Eliminating Infant Harm: System-wide infant fall toolkit innovation

Thursday, March 10, 2016: 10:30 AM
Fiesta 7-10 & Corridor (Coronado Springs Resort)
Kimberly T Hodges, MSN, RN, NE-BC , Riley Hospital for Children at Indiana University Health, Indianapolis, IN
Kerista S Hansell, MSN, RN, CNS-BC, C-EFM , Community Health Network, Indianapolis, IN

Handout (414.6 kB)

Purpose:
A system-wide team identified risk elements, designed innovative interventions, and implemented standard work to reduce infant falls in a large academic medical center. Learnings were spread across the system to impact outcomes.

Relevance/Significance:
Infant fall events are rarely reported and there is limited findings in the literature to guide evidence-based practice. One large healthcare system comprised of over 18 hospitals experienced 9 infant fall events in 2014. A 90-day course correction plan was implemented in all system-wide hospital obstetric departments to reduce the occurrence of fall events. This plan included explicit processes steps with outlined knowledge and accountability for process owners.

Strategy and Implementation:
The system-wide 90-day course correction plan used a grand rounds framework to review infant fall event characteristics. Nurse leaders worked with direct care nursing staff to identify key risk points in care delivery and the environment. An infant fall risk assessment was designed, piloted and implemented at the hospital with the largest number of births/highest rate of infant falls in the system. Direct care staff refined the risk tool prior to Electronic Medical Record (EMR) build, implementation and spread to the system. A patient education video describing infant fall risk and safety measures was filmed with direct care nurses. The video is shown to all delivered patients prior to the highest risk timeframe for infant falls. Transfer from the level of the maternal hospital bed to the standard height bassinet was a risk point. An innovative low bassinet was designed, piloted and beta tested with the unit awarded grant funds to replace the old bassinets with the new model.

Evaluation:
After implementation of the 90-day strong course correction the health care system reduced infant fall incidents from 9 to 1 over 5 months. 2015 system wide fall events include 3 infant falls to date; all of which occurred at sites where all standard work had not yet been implemented.

Implications for Practice:
Direct care nurses and nurse leaders developed a robust plan focused around innovative strategies, technology and accountability that led to system-wide improvement and learning. Direct care nurses now have confidence and resources to maintain a safe environment for healthcare delivery.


What this task involves:
Only the lines holding "fentanyl" are wanted here; copy each from the listing.

Raw data:
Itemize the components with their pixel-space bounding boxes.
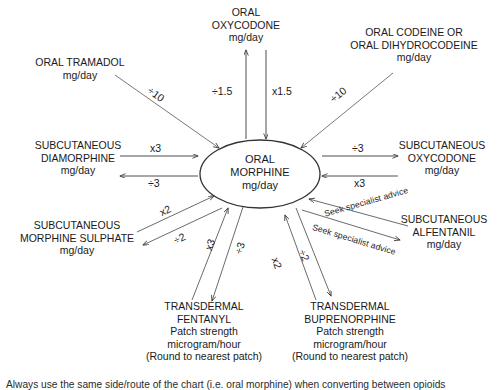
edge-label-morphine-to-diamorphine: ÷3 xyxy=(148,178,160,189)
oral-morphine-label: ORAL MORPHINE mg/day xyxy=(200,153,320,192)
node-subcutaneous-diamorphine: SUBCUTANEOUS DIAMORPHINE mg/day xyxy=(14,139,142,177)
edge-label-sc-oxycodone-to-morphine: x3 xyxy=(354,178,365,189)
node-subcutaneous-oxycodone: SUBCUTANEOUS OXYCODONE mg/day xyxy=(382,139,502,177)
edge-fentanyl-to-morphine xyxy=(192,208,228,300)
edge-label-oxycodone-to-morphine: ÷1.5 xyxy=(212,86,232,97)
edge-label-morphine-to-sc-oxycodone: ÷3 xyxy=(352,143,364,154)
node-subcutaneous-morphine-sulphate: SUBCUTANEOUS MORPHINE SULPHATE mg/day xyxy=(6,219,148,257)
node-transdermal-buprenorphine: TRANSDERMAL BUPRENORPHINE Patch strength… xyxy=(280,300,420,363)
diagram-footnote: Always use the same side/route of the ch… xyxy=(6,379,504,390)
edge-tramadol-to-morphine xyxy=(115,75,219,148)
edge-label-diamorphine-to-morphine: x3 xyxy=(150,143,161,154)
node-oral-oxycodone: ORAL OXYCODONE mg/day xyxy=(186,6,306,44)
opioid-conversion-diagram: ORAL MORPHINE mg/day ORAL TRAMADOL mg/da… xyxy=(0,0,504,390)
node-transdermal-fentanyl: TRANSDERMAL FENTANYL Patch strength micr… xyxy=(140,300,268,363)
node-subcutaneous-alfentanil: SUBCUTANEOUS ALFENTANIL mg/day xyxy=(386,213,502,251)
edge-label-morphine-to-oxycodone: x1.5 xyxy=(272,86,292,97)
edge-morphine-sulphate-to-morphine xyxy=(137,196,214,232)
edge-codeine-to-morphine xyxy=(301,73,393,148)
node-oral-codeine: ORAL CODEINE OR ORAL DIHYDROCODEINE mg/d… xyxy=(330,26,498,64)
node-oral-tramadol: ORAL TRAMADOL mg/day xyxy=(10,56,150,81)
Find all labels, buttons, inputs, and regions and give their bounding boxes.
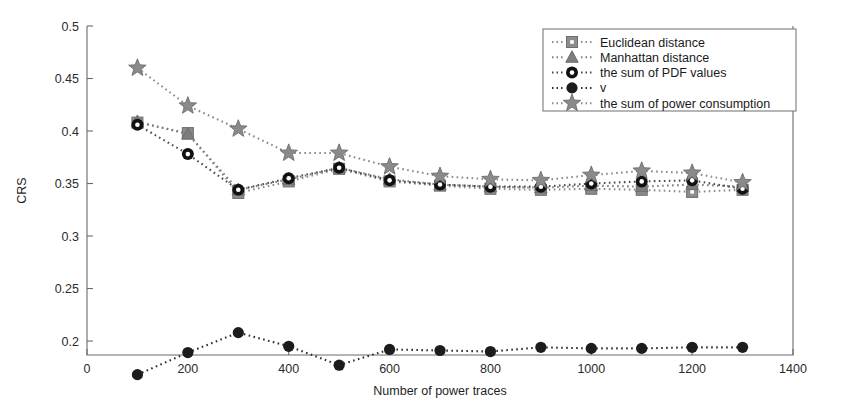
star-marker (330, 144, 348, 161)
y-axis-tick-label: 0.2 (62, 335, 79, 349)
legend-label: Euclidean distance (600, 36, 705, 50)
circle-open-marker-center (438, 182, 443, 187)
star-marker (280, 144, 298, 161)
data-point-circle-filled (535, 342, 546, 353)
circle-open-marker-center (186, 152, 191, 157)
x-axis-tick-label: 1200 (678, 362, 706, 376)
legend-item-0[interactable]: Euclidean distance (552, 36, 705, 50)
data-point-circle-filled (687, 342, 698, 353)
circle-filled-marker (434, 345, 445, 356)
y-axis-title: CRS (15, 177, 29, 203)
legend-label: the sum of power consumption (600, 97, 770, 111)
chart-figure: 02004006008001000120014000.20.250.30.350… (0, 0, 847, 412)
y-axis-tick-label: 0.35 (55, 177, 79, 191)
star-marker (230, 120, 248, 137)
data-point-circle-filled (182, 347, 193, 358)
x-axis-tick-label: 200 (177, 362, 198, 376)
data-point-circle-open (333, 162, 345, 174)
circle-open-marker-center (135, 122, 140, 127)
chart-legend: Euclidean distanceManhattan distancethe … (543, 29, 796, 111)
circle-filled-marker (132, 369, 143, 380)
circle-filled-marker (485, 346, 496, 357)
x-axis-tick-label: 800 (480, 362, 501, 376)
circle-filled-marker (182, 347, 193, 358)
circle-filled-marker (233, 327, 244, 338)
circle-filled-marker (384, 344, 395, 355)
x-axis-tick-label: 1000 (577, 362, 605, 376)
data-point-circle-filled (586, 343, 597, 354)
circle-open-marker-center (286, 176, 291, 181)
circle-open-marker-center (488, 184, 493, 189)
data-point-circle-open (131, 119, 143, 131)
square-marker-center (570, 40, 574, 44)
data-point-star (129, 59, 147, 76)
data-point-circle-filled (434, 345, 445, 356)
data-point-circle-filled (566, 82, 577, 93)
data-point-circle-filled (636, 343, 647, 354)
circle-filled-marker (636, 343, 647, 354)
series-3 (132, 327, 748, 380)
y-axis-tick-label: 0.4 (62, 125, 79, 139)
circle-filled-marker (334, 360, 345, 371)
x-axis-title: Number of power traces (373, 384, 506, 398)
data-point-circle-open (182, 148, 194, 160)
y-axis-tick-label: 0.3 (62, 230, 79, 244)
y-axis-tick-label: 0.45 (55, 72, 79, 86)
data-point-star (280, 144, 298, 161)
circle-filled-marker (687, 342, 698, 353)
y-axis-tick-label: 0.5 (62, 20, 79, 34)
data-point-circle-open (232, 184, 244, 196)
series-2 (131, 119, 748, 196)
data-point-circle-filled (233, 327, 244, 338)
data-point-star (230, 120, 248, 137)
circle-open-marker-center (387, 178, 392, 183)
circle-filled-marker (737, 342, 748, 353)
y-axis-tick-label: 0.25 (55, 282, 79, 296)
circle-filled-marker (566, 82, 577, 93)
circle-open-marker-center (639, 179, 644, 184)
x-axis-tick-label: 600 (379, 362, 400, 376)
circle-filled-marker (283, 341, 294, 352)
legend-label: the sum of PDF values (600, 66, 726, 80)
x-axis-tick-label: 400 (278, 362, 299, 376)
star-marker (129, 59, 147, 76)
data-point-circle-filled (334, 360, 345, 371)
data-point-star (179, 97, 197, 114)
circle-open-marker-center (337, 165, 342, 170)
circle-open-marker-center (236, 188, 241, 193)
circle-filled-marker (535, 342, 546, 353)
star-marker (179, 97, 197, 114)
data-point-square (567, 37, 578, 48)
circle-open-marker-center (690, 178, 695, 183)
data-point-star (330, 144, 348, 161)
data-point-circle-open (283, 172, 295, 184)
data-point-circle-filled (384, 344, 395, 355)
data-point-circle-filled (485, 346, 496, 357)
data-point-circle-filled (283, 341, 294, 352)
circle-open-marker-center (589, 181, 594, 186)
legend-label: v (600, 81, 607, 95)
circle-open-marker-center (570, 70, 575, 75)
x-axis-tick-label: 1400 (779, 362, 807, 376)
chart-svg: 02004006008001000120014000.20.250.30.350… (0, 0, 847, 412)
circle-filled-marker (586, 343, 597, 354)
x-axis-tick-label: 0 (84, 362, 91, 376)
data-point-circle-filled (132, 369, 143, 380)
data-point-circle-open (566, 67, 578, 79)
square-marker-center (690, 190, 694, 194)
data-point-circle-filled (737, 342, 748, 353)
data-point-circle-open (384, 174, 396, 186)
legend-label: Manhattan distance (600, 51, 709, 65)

Task response:
edge-fentanyl-to-morphine xyxy=(192,208,228,300)
node-transdermal-fentanyl: TRANSDERMAL FENTANYL Patch strength micr… xyxy=(140,300,268,363)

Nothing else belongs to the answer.